PORTLAND — People in Oregon lined up to turn in their used soda cans and glass bottles Saturday, the first day of a new refund that doubled the amount they could get to 10-cents per can.
Oregon was the first state to give 5-cent refunds for recycling used soda cans and glass bottles more than 45 years ago.
Now with other recycling options commonplace, the state is working to revamp the program by doubling that refund on bottled and canned water, soda, beer and malt beverages — regardless of what their labels say.

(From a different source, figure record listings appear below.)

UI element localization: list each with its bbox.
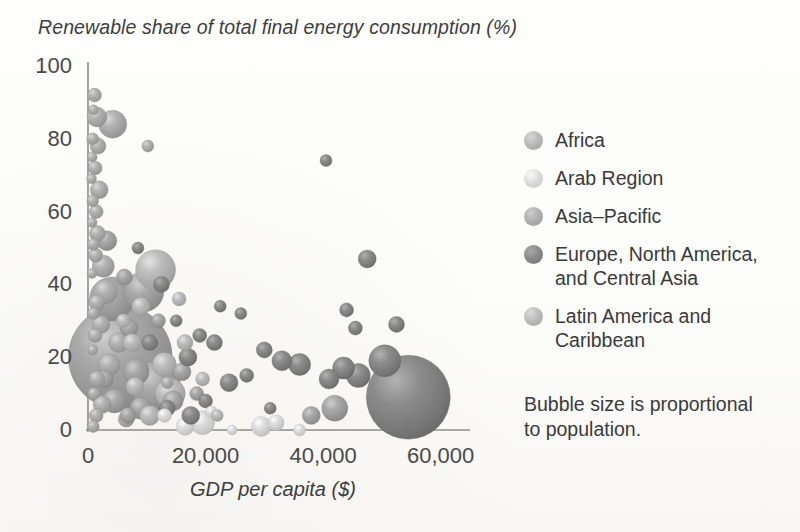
bubble[interactable] — [268, 415, 284, 431]
legend-label: Asia–Pacific — [555, 204, 661, 228]
bubble[interactable] — [87, 269, 97, 279]
bubble[interactable] — [126, 377, 144, 395]
bubble[interactable] — [88, 345, 98, 355]
legend-note: Bubble size is proportional to populatio… — [524, 392, 774, 442]
bubble[interactable] — [87, 195, 99, 207]
bubble[interactable] — [87, 420, 99, 432]
bubble[interactable] — [264, 402, 276, 414]
legend: AfricaArab RegionAsia–PacificEurope, Nor… — [524, 128, 792, 366]
bubble[interactable] — [322, 395, 348, 421]
bubble[interactable] — [289, 354, 311, 376]
bubble[interactable] — [272, 351, 292, 371]
bubble[interactable] — [294, 424, 306, 436]
legend-label: Africa — [555, 128, 605, 152]
bubble[interactable] — [220, 374, 238, 392]
y-tick-label: 100 — [0, 53, 72, 79]
bubble[interactable] — [196, 372, 210, 386]
bubble[interactable] — [214, 300, 226, 312]
bubble[interactable] — [227, 425, 237, 435]
bubble[interactable] — [206, 335, 222, 351]
bubble[interactable] — [116, 269, 132, 285]
bubble[interactable] — [88, 88, 102, 102]
legend-swatch-1 — [524, 131, 543, 150]
x-tick-label: 40,000 — [289, 443, 356, 469]
bubble[interactable] — [89, 371, 105, 387]
bubble[interactable] — [132, 242, 144, 254]
y-tick-label: 0 — [0, 417, 72, 443]
x-tick-label: 20,000 — [172, 443, 239, 469]
bubble[interactable] — [320, 155, 332, 167]
bubble[interactable] — [89, 248, 103, 262]
legend-item[interactable]: Arab Region — [524, 166, 792, 190]
bubble[interactable] — [142, 140, 154, 152]
bubble[interactable] — [193, 328, 207, 342]
bubble[interactable] — [87, 133, 99, 145]
bubble[interactable] — [358, 250, 376, 268]
bubble[interactable] — [251, 416, 271, 436]
bubble[interactable] — [116, 314, 130, 328]
bubble[interactable] — [87, 218, 97, 228]
y-tick-label: 20 — [0, 344, 72, 370]
bubble[interactable] — [389, 316, 405, 332]
bubble[interactable] — [177, 335, 193, 351]
legend-item[interactable]: Europe, North America, and Central Asia — [524, 242, 792, 290]
bubble[interactable] — [87, 308, 99, 320]
legend-label: Latin America and Caribbean — [555, 304, 792, 352]
plot-svg — [0, 0, 520, 500]
y-tick-label: 80 — [0, 126, 72, 152]
legend-item[interactable]: Asia–Pacific — [524, 204, 792, 228]
legend-swatch-2 — [524, 169, 543, 188]
x-tick-label: 0 — [82, 443, 94, 469]
bubble[interactable] — [161, 377, 173, 389]
bubble[interactable] — [123, 334, 141, 352]
legend-item[interactable]: Africa — [524, 128, 792, 152]
bubble[interactable] — [211, 409, 223, 421]
bubble[interactable] — [140, 405, 160, 425]
chart-page: Renewable share of total final energy co… — [0, 0, 800, 532]
bubble[interactable] — [88, 161, 102, 175]
bubble[interactable] — [87, 174, 97, 184]
bubble[interactable] — [89, 408, 103, 422]
bubble-layer — [68, 88, 450, 439]
y-tick-label: 40 — [0, 271, 72, 297]
bubble[interactable] — [157, 408, 171, 422]
legend-swatch-3 — [524, 207, 543, 226]
bubble[interactable] — [120, 407, 136, 423]
bubble[interactable] — [256, 342, 272, 358]
bubble[interactable] — [87, 152, 97, 162]
bubble[interactable] — [319, 369, 339, 389]
bubble[interactable] — [172, 292, 186, 306]
bubble[interactable] — [170, 315, 182, 327]
bubble[interactable] — [302, 406, 320, 424]
bubble[interactable] — [142, 335, 158, 351]
bubble[interactable] — [88, 388, 100, 400]
x-axis-title: GDP per capita ($) — [190, 478, 356, 501]
bubble[interactable] — [132, 297, 150, 315]
bubble[interactable] — [235, 308, 247, 320]
bubble[interactable] — [179, 348, 197, 366]
bubble[interactable] — [152, 314, 166, 328]
bubble[interactable] — [154, 276, 170, 292]
legend-label: Arab Region — [555, 166, 663, 190]
bubble-chart-plot — [0, 0, 520, 500]
legend-item[interactable]: Latin America and Caribbean — [524, 304, 792, 352]
bubble[interactable] — [88, 105, 98, 115]
legend-label: Europe, North America, and Central Asia — [555, 242, 792, 290]
bubble[interactable] — [88, 328, 102, 342]
bubble[interactable] — [240, 368, 254, 382]
legend-swatch-4 — [524, 245, 543, 264]
legend-swatch-5 — [524, 307, 543, 326]
x-tick-label: 60,000 — [407, 443, 474, 469]
bubble[interactable] — [340, 303, 354, 317]
y-tick-label: 60 — [0, 199, 72, 225]
bubble[interactable] — [369, 345, 401, 377]
bubble[interactable] — [87, 238, 99, 250]
bubble[interactable] — [348, 321, 362, 335]
bubble[interactable] — [182, 406, 200, 424]
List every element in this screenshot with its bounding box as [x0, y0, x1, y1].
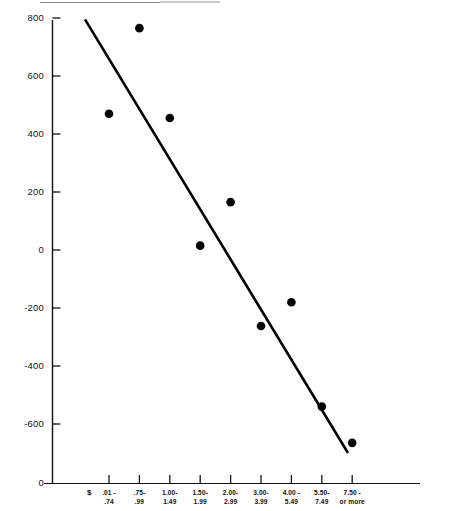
- x-axis-tick-label: 7.50 -or more: [327, 488, 377, 506]
- data-point-group: [105, 24, 357, 447]
- x-tick-marks: [109, 475, 352, 483]
- data-point: [135, 24, 144, 33]
- regression-trend-line: [85, 19, 348, 453]
- data-point: [105, 109, 114, 118]
- y-axis-break-zero-label: 0: [0, 477, 44, 488]
- y-axis-tick-label: 600: [0, 70, 44, 81]
- x-tick-label-line1: 7.50 -: [327, 488, 377, 497]
- y-axis-tick-label: 800: [0, 12, 44, 23]
- data-point: [318, 402, 327, 411]
- x-tick-label-line2: or more: [327, 497, 377, 506]
- y-axis-tick-label: 200: [0, 186, 44, 197]
- y-axis-tick-label: 400: [0, 128, 44, 139]
- data-point: [287, 298, 296, 307]
- y-axis-tick-label: -200: [0, 302, 44, 313]
- y-axis-tick-label: -400: [0, 360, 44, 371]
- scatter-plot-canvas: [0, 0, 455, 511]
- y-axis-tick-label: -600: [0, 418, 44, 429]
- data-point: [348, 439, 357, 448]
- data-point: [257, 322, 266, 331]
- y-axis-tick-label: 0: [0, 244, 44, 255]
- chart-figure: 8006004002000-200-400-6000 $ .01 -.74.75…: [0, 0, 455, 511]
- data-point: [166, 114, 175, 123]
- data-point: [196, 241, 205, 250]
- y-tick-marks: [53, 18, 61, 424]
- data-point: [226, 198, 235, 207]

Oregon’s 1971 Bottle Bill has been replicated in nine other states and the U.S. territory of Guam. Michigan is the only other state with an across-the-board payout as high as 10 cents per bottle, although booze and other large bottles carry a 10-cent payout in California and 15 cents in Maine and Vermont.
The system was a big hit in its early years. But as curbside recycling and pickup services were brought on board two decades later — not to mention inflationary effects on the nickel’s value — the rates at which Oregonians cashed in their bottles and cans gradually tumbled from 90 percent averages to less than 70 percent of all bottle sales statewide in 2014 and 2015.
That decline triggered the new 10-cent rate — a provision lawmakers added in 2011.
The higher refund took effect Saturday. Long lines were expected at the 20 bottle redemption sites across the state, and the roughly 2,000 or so grocery stores that participate in the refund program braced for a bustling weekend.
Critics say the higher amount is bad policy during a time of crisis for Oregon’s upcoming budget, where jobs and taxes are on the line to help close a $1.6 billion deficit.
Oregonians cashed in slightly more than 1 billion bottles and cans in 2015, roughly two-thirds of total sales that year, according to a 2017 report to the Legislature by the state Liquor and Control Commission, which aids distributors in administering program operations.
That equates to almost $30 million in gross bottle refunds that Oregonians never redeemed, all of which stayed with local and national beverage distributors such as Pepsi and Pendleton Bottle Co., plus others who participate in the Oregon Beverage Recycling Cooperative.
Some of those funds help beverage distributors operate the program. It involves transporting recyclables to processing sites and reimbursing grocery stores, which don’t make a profit but are still required to accept empty containers and refund consumers.